UCare Foundation
Creating healthy communities and improving lives
Since 1998, the UCare Foundation has improved the lives of UCare members and their communities through grants that address urgent community health needs. We focus grant-making on initiatives that improve the health of underserved individuals — including seniors, people with disabilities, children and families across Minnesota. The UCare Foundation funds high-impact services, education, community outreach and research addressing health equity, social drivers and access barriers.
Championing the UCare mission
The UCare Foundation directly supports the UCare mission to improve the health of our members through innovative services and partnerships across communities. Grant-seeking organizations should consider if their mission and activities match the UCare Foundation’s mission and guidelines.
2023 grant application period is closed
We are not currently accepting grant applications. Check back for updates soon.
2023 funding priorities
Mental health
- Projects that expand access to mental health and substance use disorder care in Minnesota, focusing on prevention, crisis response, intervention and treatment, and recovery services and supports
- Advance health equity across the mental health and substance use disorder care system by targeting the needs of the most vulnerable communities
Quality initiatives
- Culturally and linguistically appropriate projects that target improving chronic conditions including, but not limited to, diabetes, asthma, kidney disease, chronic obstructive pulmonary disorder (COPD), congestive heart failure and hypertension
- Projects focusing on groups with higher disease prevalence, poorer outcomes or experiencing barriers to care. Examples of groups include people with disabilities, low-income communities, communities of color and recent immigrants
Preventive health
- Programs to encourage and facilitate well-child visits and target children under age two, older teens, Asian communities and communities outside the 7‑county metro area
- Programs to improve routine dental care targeting Native American and Asian communities
- Programs that promote healthy pregnancy and postpartum transition with an emphasis on earlier identification of pregnancy
- Doula services or promotion of Doula job certification in rural communities
- Emergency department reduction programs in non-metro, moderately sized urban centers, e.g., Duluth, Rochester and Mankato
- Support for healthy lifestyles including, but not limited to addressing obesity and tobacco use
Health equity
- Programs to support clinical-community partnerships and multi-sector collaboratives in the design and implementation of solutions aimed at ensuring every Minnesotan can live a healthy life
- Projects should address areas of safe and supportive housing, employment security, accessibility for increasing physical activity in disinvested areas or access to nutritious food
- Projects must focus predominately on solutions to remove and/or minimize structural and social barriers* to health equity
*Structural barriers are the root causes of health disparities, which include structural racism, governing processes and economic/social policies that affect income, working conditions, housing and education, among others. Social barriers to health equity are the underlying community-wide social, economic and physical conditions in which people are born, grow, live, work, worship and age.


# ASSIGNED TASK
This exercise calls for the line with "Image resolution: width=1045", the line with "In order to click on div: Yes, the", and all lines between them in the material below, output exactly and with no other lines.
DATA EXTRACT section start
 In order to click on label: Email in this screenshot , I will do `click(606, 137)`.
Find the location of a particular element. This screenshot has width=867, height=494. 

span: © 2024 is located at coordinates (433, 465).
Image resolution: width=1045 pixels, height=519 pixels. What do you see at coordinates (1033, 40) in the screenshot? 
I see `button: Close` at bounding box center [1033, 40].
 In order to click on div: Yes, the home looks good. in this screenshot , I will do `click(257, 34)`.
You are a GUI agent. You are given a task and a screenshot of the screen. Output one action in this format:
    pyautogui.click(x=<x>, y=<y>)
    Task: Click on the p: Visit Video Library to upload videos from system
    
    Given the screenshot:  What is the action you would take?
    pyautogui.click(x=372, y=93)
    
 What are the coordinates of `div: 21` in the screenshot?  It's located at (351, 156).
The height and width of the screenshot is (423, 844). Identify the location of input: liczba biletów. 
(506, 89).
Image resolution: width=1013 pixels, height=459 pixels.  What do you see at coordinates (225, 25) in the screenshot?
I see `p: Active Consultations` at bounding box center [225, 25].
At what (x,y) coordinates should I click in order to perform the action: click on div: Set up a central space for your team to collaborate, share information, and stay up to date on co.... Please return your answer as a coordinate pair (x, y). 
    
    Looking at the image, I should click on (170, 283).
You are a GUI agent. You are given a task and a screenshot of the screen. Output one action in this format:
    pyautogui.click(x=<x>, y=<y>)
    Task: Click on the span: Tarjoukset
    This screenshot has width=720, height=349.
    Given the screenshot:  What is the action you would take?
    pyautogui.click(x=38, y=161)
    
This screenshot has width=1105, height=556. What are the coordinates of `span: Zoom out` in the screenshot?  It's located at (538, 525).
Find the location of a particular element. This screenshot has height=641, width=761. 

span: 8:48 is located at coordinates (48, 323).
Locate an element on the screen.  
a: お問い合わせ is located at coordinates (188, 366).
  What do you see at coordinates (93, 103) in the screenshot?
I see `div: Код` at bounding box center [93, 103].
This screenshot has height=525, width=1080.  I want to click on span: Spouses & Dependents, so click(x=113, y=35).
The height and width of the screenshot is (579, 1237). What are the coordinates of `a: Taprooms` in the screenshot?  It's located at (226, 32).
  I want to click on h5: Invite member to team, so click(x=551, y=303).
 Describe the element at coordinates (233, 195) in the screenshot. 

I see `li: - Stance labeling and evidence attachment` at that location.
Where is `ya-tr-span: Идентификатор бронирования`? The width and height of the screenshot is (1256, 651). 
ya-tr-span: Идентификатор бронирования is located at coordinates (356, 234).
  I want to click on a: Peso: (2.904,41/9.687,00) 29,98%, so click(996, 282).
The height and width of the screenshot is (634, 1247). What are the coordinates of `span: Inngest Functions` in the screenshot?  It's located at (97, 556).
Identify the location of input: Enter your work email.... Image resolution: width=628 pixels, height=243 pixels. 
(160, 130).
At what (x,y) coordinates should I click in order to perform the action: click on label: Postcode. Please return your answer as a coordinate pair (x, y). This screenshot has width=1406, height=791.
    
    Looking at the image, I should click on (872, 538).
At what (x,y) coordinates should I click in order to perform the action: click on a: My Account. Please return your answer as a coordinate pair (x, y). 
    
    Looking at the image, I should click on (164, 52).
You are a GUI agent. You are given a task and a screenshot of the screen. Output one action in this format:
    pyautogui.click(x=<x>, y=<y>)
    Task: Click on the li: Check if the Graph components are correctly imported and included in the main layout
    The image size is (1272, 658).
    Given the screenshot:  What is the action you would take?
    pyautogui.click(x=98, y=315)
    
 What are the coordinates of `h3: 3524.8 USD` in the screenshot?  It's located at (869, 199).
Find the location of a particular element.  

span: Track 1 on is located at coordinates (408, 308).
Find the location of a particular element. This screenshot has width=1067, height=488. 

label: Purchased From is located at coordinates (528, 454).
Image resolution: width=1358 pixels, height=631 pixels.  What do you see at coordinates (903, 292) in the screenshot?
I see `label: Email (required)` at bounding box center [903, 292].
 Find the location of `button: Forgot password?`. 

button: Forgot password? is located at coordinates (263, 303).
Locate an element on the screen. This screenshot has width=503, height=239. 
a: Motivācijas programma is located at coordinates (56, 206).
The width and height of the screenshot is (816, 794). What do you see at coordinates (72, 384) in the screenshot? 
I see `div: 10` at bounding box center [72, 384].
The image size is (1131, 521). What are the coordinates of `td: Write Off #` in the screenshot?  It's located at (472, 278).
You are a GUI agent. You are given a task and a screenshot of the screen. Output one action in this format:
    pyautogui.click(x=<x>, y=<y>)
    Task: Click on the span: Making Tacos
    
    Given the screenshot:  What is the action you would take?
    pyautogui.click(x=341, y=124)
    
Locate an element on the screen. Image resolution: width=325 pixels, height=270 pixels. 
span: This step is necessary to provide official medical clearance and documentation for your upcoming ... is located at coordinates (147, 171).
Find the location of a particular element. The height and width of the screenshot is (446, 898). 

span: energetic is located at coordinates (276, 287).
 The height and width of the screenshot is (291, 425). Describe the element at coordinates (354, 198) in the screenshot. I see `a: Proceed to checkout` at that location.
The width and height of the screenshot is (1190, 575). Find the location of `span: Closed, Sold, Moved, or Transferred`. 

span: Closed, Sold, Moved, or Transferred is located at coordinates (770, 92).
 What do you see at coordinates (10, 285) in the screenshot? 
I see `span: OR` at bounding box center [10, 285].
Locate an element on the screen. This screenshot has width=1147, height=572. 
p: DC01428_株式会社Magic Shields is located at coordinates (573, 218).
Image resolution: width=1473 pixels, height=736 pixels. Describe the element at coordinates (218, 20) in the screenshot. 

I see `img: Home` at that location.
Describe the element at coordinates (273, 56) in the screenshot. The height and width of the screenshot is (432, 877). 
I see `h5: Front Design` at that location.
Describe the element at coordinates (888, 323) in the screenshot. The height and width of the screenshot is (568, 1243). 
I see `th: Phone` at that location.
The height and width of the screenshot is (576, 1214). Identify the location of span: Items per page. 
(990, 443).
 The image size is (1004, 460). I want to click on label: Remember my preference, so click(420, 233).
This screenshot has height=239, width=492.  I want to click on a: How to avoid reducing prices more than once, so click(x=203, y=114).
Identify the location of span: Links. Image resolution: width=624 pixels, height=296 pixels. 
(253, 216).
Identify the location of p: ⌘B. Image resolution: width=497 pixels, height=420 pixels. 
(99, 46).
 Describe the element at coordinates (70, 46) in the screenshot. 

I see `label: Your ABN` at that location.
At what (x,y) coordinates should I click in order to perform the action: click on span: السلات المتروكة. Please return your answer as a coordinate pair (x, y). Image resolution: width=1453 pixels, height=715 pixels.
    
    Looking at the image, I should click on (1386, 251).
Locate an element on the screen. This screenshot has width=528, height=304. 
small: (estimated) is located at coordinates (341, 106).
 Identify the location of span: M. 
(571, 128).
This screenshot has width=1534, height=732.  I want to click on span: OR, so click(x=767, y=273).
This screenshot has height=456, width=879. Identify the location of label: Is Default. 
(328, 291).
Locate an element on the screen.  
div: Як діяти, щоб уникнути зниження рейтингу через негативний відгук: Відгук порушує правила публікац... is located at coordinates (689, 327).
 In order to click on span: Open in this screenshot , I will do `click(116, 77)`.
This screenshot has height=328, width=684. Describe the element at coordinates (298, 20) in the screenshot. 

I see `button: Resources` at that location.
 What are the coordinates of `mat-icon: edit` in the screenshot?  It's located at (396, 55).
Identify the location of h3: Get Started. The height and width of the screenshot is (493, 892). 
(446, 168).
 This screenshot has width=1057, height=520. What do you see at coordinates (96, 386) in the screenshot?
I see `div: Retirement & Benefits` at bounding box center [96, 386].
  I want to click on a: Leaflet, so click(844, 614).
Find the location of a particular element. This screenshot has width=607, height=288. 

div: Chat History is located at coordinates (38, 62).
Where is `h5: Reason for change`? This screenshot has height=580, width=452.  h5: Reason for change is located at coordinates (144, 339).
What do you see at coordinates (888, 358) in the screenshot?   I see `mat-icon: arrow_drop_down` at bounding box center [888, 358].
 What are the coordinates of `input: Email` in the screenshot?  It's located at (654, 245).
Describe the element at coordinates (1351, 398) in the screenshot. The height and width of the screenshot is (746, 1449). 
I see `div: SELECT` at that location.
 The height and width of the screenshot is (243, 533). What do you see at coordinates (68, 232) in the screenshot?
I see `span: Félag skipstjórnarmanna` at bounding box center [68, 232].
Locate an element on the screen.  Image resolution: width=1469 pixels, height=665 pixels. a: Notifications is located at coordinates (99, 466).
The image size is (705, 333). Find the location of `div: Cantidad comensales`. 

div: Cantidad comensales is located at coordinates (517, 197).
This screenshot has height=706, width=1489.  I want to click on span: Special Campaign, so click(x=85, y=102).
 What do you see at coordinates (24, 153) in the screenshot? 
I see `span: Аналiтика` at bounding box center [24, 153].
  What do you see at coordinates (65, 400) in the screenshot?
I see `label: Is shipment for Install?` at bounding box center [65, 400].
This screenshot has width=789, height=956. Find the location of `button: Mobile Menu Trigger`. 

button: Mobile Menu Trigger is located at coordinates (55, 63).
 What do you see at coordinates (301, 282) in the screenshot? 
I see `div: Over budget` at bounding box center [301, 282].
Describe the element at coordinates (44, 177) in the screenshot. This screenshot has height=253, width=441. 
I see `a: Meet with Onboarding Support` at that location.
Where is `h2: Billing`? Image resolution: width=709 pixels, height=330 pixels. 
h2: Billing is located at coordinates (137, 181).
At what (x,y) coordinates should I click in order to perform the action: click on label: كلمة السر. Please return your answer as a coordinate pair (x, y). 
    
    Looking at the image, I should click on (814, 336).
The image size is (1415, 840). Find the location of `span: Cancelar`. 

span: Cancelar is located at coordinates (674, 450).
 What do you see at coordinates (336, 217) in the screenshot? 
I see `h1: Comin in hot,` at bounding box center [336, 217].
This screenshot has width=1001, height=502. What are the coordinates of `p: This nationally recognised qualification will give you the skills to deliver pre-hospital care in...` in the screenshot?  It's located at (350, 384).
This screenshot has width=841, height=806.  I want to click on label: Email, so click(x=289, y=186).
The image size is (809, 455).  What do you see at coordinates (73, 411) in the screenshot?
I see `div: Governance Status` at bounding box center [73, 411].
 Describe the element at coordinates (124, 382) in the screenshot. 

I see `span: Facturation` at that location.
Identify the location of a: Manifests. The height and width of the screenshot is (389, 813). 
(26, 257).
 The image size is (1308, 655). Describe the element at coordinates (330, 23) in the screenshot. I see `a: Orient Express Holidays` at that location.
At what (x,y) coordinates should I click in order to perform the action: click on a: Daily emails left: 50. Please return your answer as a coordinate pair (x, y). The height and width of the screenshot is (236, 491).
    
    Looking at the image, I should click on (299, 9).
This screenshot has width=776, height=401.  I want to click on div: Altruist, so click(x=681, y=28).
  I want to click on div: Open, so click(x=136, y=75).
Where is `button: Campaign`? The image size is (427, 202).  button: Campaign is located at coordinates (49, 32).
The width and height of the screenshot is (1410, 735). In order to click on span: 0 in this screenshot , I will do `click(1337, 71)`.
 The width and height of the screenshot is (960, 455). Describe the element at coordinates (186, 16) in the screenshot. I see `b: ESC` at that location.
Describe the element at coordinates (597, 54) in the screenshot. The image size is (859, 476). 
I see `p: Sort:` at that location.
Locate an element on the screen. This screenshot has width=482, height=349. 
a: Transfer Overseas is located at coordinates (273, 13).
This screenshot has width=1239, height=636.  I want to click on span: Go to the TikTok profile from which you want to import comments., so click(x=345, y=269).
DATA EXTRACT section end
# TASK RESULT
Image resolution: width=1045 pixels, height=519 pixels. What do you see at coordinates (1033, 40) in the screenshot? 
I see `button: Close` at bounding box center [1033, 40].
 In order to click on div: Yes, the home looks good. in this screenshot , I will do `click(257, 34)`.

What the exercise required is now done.